Bad column hurts honest reporters

Jesse Cordova - Assistant Sports Editor

Jesse Cordova – Assistant Sports Editor

The only thing that I have in common with Jenni Carlson is my initials.

Carlson, a sports columnist with The Oklahoman, wrote a column about the quarterback controversy at Oklahoma State University that some of you may have read. More of you have probably seen or heard Oklahoma State Head Football Coach Mike Gundy’s response.

In her column, Carlson attacked 21-year-old quarterback Bobby Reid. Did she attack his performance on the field? No. She attacked his character.

“… does he want to be coddled and babied?” asked Carlson in her column.

Folks, there is a right way to criticize a college or amateur athlete and this was NOT it.

It is fair to say a running back fumbled the ball in the end zone or that the quarterback threw an interception. It is not fair to say that the running back has no business in shoulder pads and that the quarterback is a mama’s boy and a softy.

I hear people rambling all the time about how evil the media can be. I am here to tell you that this is not the case. Yes, there are those, like Carlson, who like to stir up controversy with their pieces. But most of us are just out to tell the story.

The way I see it is if you are only in the game to be “that guy” then you have no business calling yourself a journalist.

Please, do us, the real journalists, a favor. When you see something in a newspaper or on the news that just makes you want to slap the reporter, stop, breathe, and ask yourself is this person really a reporter or are they a sensationalist?

The real reporter backs up their comments with this wonderful thing called a source. The sensationalist uses words like “insiders” or “sources close to the coaching staff.”

Here is a little secret, if you are a member of the media; you’re an “insider.”

If you have a press pass, and talk to the coaches and players before and after the game while everyone else is filing out of the stadium or screaming at the person that just cut them off in the parking lot, you are a “source close to the coaching staff.”

That is just a clever way of saying that what they have just written or said is their own opinion.

Quite frankly, I am tired of people like Carlson making it increasingly difficult for honest reporters such as myself to gain a source’s trust.

Before you start calling me a hypocrite, yes, I am criticizing the way some people write. The difference is I am going after a professional, not a kid.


Work request: The data below should be retyped exactly, with the pictures left out.

┌──

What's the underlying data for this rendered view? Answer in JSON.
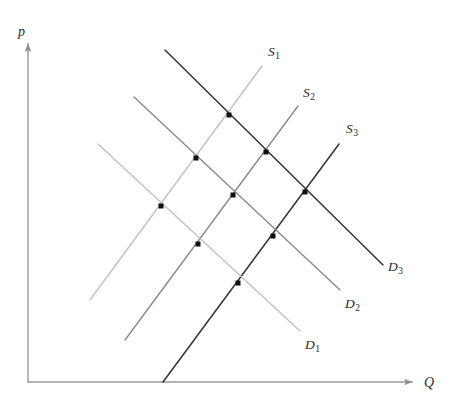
{
  "figure": {
    "kind": "supply-demand-shift-diagram",
    "width": 456,
    "height": 412,
    "background": "#ffffff"
  },
  "axes": {
    "origin": [
      28,
      382
    ],
    "vertical": {
      "label": "p",
      "label_pos": [
        18,
        24
      ],
      "from": [
        28,
        382
      ],
      "to": [
        28,
        44
      ],
      "arrow": true
    },
    "horizontal": {
      "label": "Q",
      "label_pos": [
        424,
        375
      ],
      "from": [
        28,
        382
      ],
      "to": [
        412,
        382
      ],
      "arrow": true
    },
    "color": "#9a9a9a",
    "stroke_width": 1.4
  },
  "colors": {
    "curve_light": "#c2c2c2",
    "curve_medium": "#8a8a8a",
    "curve_dark": "#333333",
    "axis": "#9a9a9a",
    "point": "#111111",
    "text": "#2a2a2a"
  },
  "chart_data": {
    "type": "line",
    "title": "",
    "xlabel": "Q",
    "ylabel": "p",
    "grid": false,
    "legend": "inline-curve-labels",
    "series": [
      {
        "name": "S1",
        "kind": "supply",
        "shade": "light",
        "color": "#c2c2c2",
        "from": [
          90,
          300
        ],
        "to": [
          262,
          66
        ],
        "label": "S",
        "sub": "1",
        "label_pos": [
          268,
          44
        ]
      },
      {
        "name": "S2",
        "kind": "supply",
        "shade": "medium",
        "color": "#8a8a8a",
        "from": [
          125,
          340
        ],
        "to": [
          298,
          106
        ],
        "label": "S",
        "sub": "2",
        "label_pos": [
          303,
          85
        ]
      },
      {
        "name": "S3",
        "kind": "supply",
        "shade": "dark",
        "color": "#333333",
        "from": [
          163,
          382
        ],
        "to": [
          339,
          144
        ],
        "label": "S",
        "sub": "3",
        "label_pos": [
          346,
          121
        ]
      },
      {
        "name": "D1",
        "kind": "demand",
        "shade": "light",
        "color": "#c2c2c2",
        "from": [
          98,
          144
        ],
        "to": [
          300,
          331
        ],
        "label": "D",
        "sub": "1",
        "label_pos": [
          305,
          337
        ]
      },
      {
        "name": "D2",
        "kind": "demand",
        "shade": "medium",
        "color": "#8a8a8a",
        "from": [
          134,
          97
        ],
        "to": [
          340,
          290
        ],
        "label": "D",
        "sub": "2",
        "label_pos": [
          345,
          296
        ]
      },
      {
        "name": "D3",
        "kind": "demand",
        "shade": "dark",
        "color": "#333333",
        "from": [
          165,
          50
        ],
        "to": [
          383,
          265
        ],
        "label": "D",
        "sub": "3",
        "label_pos": [
          388,
          259
        ]
      }
    ],
    "equilibria": [
      {
        "name": "S1D3",
        "supply": "S1",
        "demand": "D3",
        "x": 229,
        "y": 115
      },
      {
        "name": "S1D2",
        "supply": "S1",
        "demand": "D2",
        "x": 196,
        "y": 158
      },
      {
        "name": "S1D1",
        "supply": "S1",
        "demand": "D1",
        "x": 161,
        "y": 206
      },
      {
        "name": "S2D3",
        "supply": "S2",
        "demand": "D3",
        "x": 266,
        "y": 152
      },
      {
        "name": "S2D2",
        "supply": "S2",
        "demand": "D2",
        "x": 233,
        "y": 195
      },
      {
        "name": "S2D1",
        "supply": "S2",
        "demand": "D1",
        "x": 198,
        "y": 244
      },
      {
        "name": "S3D3",
        "supply": "S3",
        "demand": "D3",
        "x": 305,
        "y": 192
      },
      {
        "name": "S3D2",
        "supply": "S3",
        "demand": "D2",
        "x": 273,
        "y": 236
      },
      {
        "name": "S3D1",
        "supply": "S3",
        "demand": "D1",
        "x": 238,
        "y": 283
      }
    ],
    "point_marker": {
      "shape": "square",
      "size": 5,
      "color": "#111111"
    }
  }
}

└──

Response area:
What's the underlying data for this rendered view? Answer in JSON.
{
  "figure": {
    "kind": "supply-demand-shift-diagram",
    "width": 456,
    "height": 412,
    "background": "#ffffff"
  },
  "axes": {
    "origin": [
      28,
      382
    ],
    "vertical": {
      "label": "p",
      "label_pos": [
        18,
        24
      ],
      "from": [
        28,
        382
      ],
      "to": [
        28,
        44
      ],
      "arrow": true
    },
    "horizontal": {
      "label": "Q",
      "label_pos": [
        424,
        375
      ],
      "from": [
        28,
        382
      ],
      "to": [
        412,
        382
      ],
      "arrow": true
    },
    "color": "#9a9a9a",
    "stroke_width": 1.4
  },
  "colors": {
    "curve_light": "#c2c2c2",
    "curve_medium": "#8a8a8a",
    "curve_dark": "#333333",
    "axis": "#9a9a9a",
    "point": "#111111",
    "text": "#2a2a2a"
  },
  "chart_data": {
    "type": "line",
    "title": "",
    "xlabel": "Q",
    "ylabel": "p",
    "grid": false,
    "legend": "inline-curve-labels",
    "series": [
      {
        "name": "S1",
        "kind": "supply",
        "shade": "light",
        "color": "#c2c2c2",
        "from": [
          90,
          300
        ],
        "to": [
          262,
          66
        ],
        "label": "S",
        "sub": "1",
        "label_pos": [
          268,
          44
        ]
      },
      {
        "name": "S2",
        "kind": "supply",
        "shade": "medium",
        "color": "#8a8a8a",
        "from": [
          125,
          340
        ],
        "to": [
          298,
          106
        ],
        "label": "S",
        "sub": "2",
        "label_pos": [
          303,
          85
        ]
      },
      {
        "name": "S3",
        "kind": "supply",
        "shade": "dark",
        "color": "#333333",
        "from": [
          163,
          382
        ],
        "to": [
          339,
          144
        ],
        "label": "S",
        "sub": "3",
        "label_pos": [
          346,
          121
        ]
      },
      {
        "name": "D1",
        "kind": "demand",
        "shade": "light",
        "color": "#c2c2c2",
        "from": [
          98,
          144
        ],
        "to": [
          300,
          331
        ],
        "label": "D",
        "sub": "1",
        "label_pos": [
          305,
          337
        ]
      },
      {
        "name": "D2",
        "kind": "demand",
        "shade": "medium",
        "color": "#8a8a8a",
        "from": [
          134,
          97
        ],
        "to": [
          340,
          290
        ],
        "label": "D",
        "sub": "2",
        "label_pos": [
          345,
          296
        ]
      },
      {
        "name": "D3",
        "kind": "demand",
        "shade": "dark",
        "color": "#333333",
        "from": [
          165,
          50
        ],
        "to": [
          383,
          265
        ],
        "label": "D",
        "sub": "3",
        "label_pos": [
          388,
          259
        ]
      }
    ],
    "equilibria": [
      {
        "name": "S1D3",
        "supply": "S1",
        "demand": "D3",
        "x": 229,
        "y": 115
      },
      {
        "name": "S1D2",
        "supply": "S1",
        "demand": "D2",
        "x": 196,
        "y": 158
      },
      {
        "name": "S1D1",
        "supply": "S1",
        "demand": "D1",
        "x": 161,
        "y": 206
      },
      {
        "name": "S2D3",
        "supply": "S2",
        "demand": "D3",
        "x": 266,
        "y": 152
      },
      {
        "name": "S2D2",
        "supply": "S2",
        "demand": "D2",
        "x": 233,
        "y": 195
      },
      {
        "name": "S2D1",
        "supply": "S2",
        "demand": "D1",
        "x": 198,
        "y": 244
      },
      {
        "name": "S3D3",
        "supply": "S3",
        "demand": "D3",
        "x": 305,
        "y": 192
      },
      {
        "name": "S3D2",
        "supply": "S3",
        "demand": "D2",
        "x": 273,
        "y": 236
      },
      {
        "name": "S3D1",
        "supply": "S3",
        "demand": "D1",
        "x": 238,
        "y": 283
      }
    ],
    "point_marker": {
      "shape": "square",
      "size": 5,
      "color": "#111111"
    }
  }
}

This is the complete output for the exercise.